I have written a comprehensive biography on Murray entitled Andrew Murray, Christ’s Anointed Minister to South Africa. Much spiritual encouragement and instruction can be gained through the consideration of his outstanding life of service for Christ Jesus.

Copyright 2019 by Vance E. Christie

Young Andrew Murray

Young Andrew Murray

Andrew Murray (1828-1917) is best known by Christians today as the author of several still-popular devotional classics. In his lifetime, however, he was equally well-known as a prominent, powerful preacher.

Throughout his active preaching career of some six and a half decades, hundreds and even thousands of people eagerly gathered to hear him preach. His sermons were characterized by overwhelming intensity, depth of spiritual insight and evident empowering by God’s Spirt that stirred, instructed and challenged his hearers.

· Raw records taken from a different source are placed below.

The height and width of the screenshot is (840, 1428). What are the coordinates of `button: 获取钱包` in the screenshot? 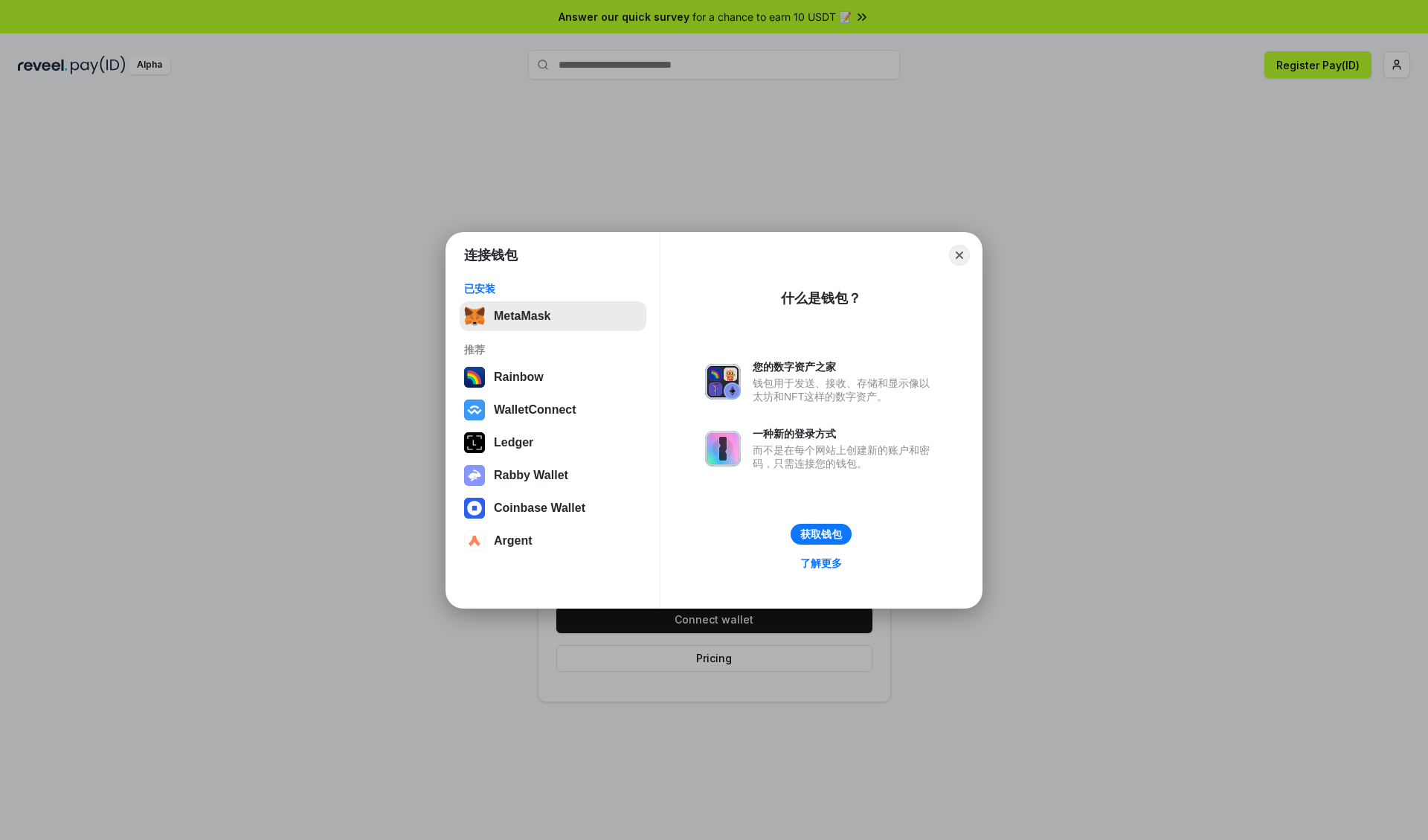 It's located at (821, 534).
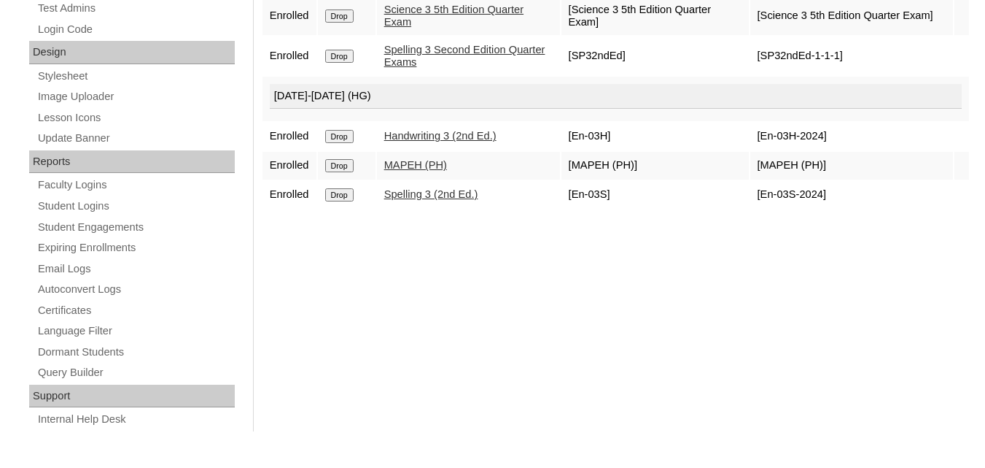  Describe the element at coordinates (852, 55) in the screenshot. I see `td: [SP32ndEd-1-1-1]` at that location.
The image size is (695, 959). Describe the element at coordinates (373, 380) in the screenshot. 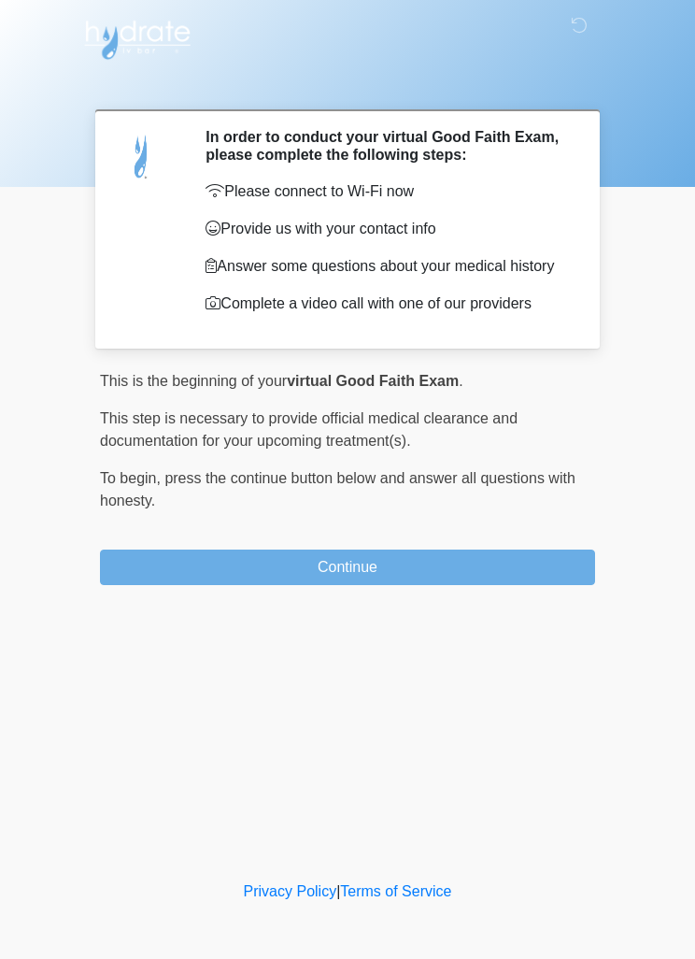

I see `strong: virtual Good Faith Exam` at that location.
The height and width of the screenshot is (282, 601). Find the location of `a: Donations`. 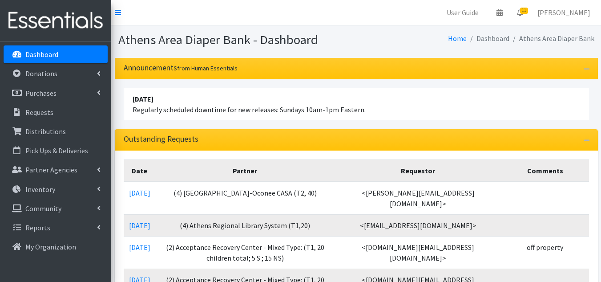

a: Donations is located at coordinates (56, 73).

Beginning in his early twenties, Murray conducted ministry tours to Dutch pioneers in the frontier regions northeast of Cape Colony, South Africa. Dutch settlers would assemble by the hundreds at pre-arranged meeting sites to hear the dynamic young preacher. An early Murray biographer related of his tremendous fervency on such occasions: “When preaching, so absorbed was he in his message that should he by his violent gestures knock down Bible and reading desk of the impromptu pulpit, he would not notice it.”

Andrew Murray

Andrew Murray

Once an indigenous tribesman watched Murray closely as he preached with his habitual earnestness. The native did not understand a single word of what he heard but afterward stated his impression of what he had observed: “I never thought that the white men stood in such dread of their chiefs. Look at the young chief yonder [Murray]. He points his finger at the people; they sit quiet. He threatens them; they sit quiet still. He storms and rages at them; they sit as quiet as death!”

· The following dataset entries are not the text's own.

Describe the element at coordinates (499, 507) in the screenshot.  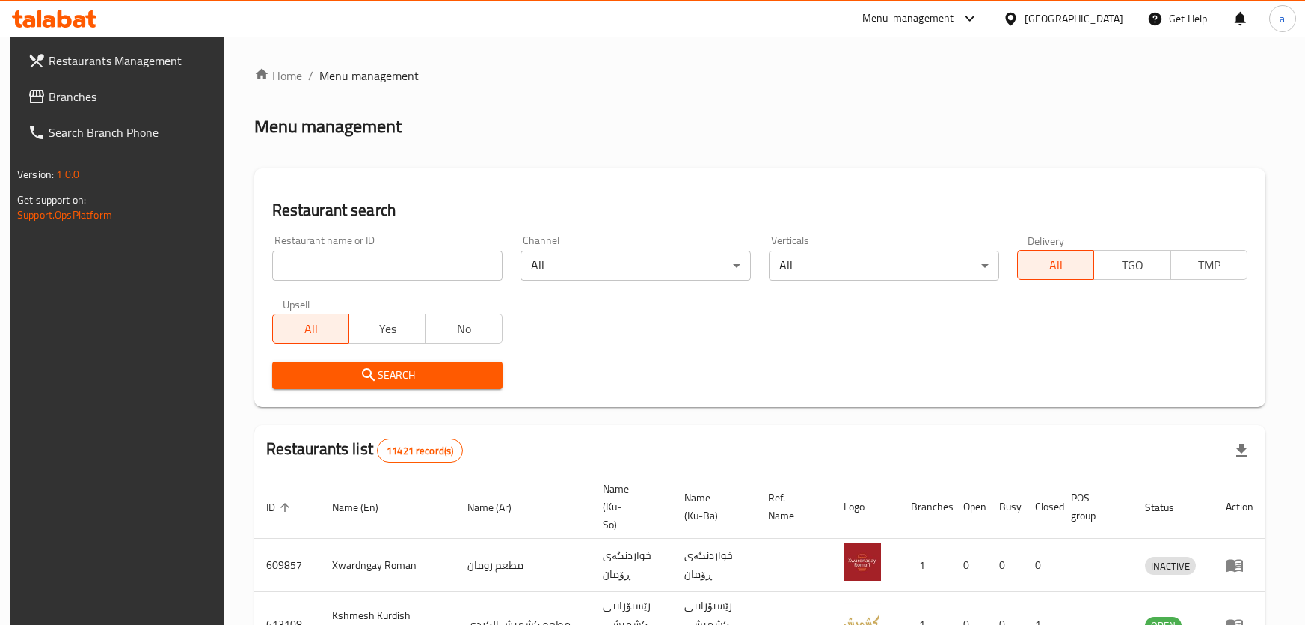
I see `span: Name (Ar)` at that location.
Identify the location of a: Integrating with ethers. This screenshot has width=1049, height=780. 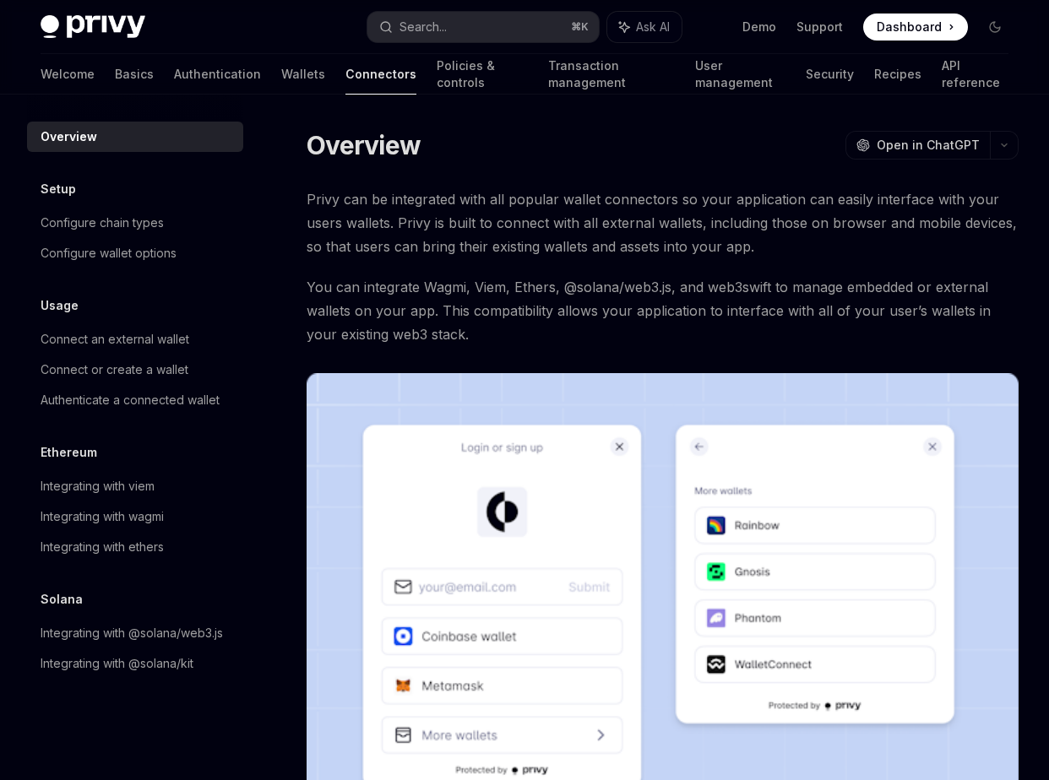
(135, 547).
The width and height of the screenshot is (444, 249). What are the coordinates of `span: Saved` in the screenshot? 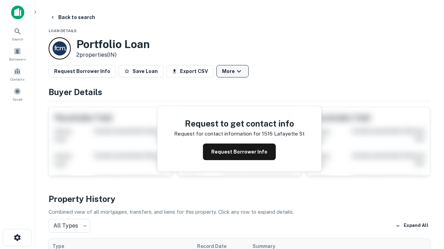 It's located at (17, 99).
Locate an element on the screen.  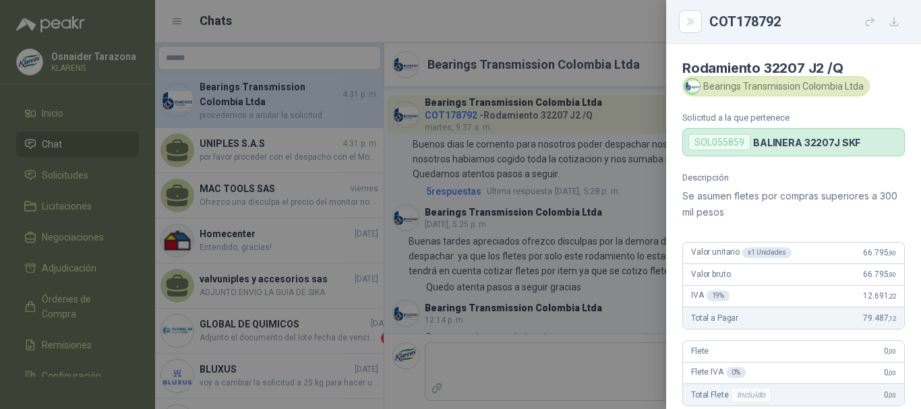
div: COT178792 is located at coordinates (807, 22).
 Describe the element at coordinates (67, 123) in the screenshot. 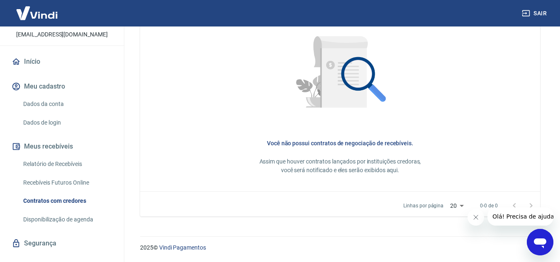

I see `a: Dados de login` at that location.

In 1895, at age sixty-seven, Murray was invited to speak at a number of prominent Christian conferences in Europe and America. An article in a popular British publication provided this description of his intense preaching:

“When preaching or conducting a service his whole being is thrown into the task, and he glows with a fervency of spirit which it seems impossible for human flesh to sustain. At times he startles and overwhelms the listeners. Earnestness and power of the electric sort stream from him, and affect alike the large audience or the quiet circle gathered round him. In his slight, spent frame, of middle height, he carries in repose a volcanic energy which, when he is roused, bursts its barriers and sweeps all before it. Then his form quivers and dilates, the lips tremble, the features work, as from the white-hot furnace of his spirit he pours the molten torrent of his unstudied eloquence. … Audiences bend before the sweeping rain of his words like willows before a gale. The heart within the hearer is bowed, and the intellect awed.”

Andrew Murray

Older Andrew Murray

Well into his eighties Murray continued to be a powerful, popular preacher who ministered at numerous churches and Christian conferences. He once was the featured speaker at a conference in which a new missionary enterprise to Sudan was being launched. One of the missionary candidates, who was well acquainted with Murray’s preaching ministry, reported:

“A lady was sitting close to me, and as Dr. Murray went up the pulpit steps, frail and gray and old, she asked: ‘Who is that old man? What a shame to make him go up those steps to preach.’  I smiled inwardly and thought, ‘My dear lady, you will be surprised tonight.’ Dr. Murray got up, he seemed to grow tall and majestic. In regard to the new work in the Sudan he once more spoke according to the oracles of God. ‘Forward!’ was his cry. Well, my lady was surprised, and more than surprised, pity made way for esteem. ‘What a voice for such a body!’ she exclaimed.”

Murray’s fervent preaching was reflective of his intimate, earnest personal relationship with the Lord.  His preaching was carried out—through dependence upon and empowering by the Holy Spirit—in the context of an extremely demanding ministerial career. By reading a complete account of Murray’s life and ministry (such as my recent biography, Andrew Murray, Christ’s Anointed Minister to South Africa) one is able to glean the keys to his powerful preaching ministry as well as the many other fruitful aspects of his Christian service.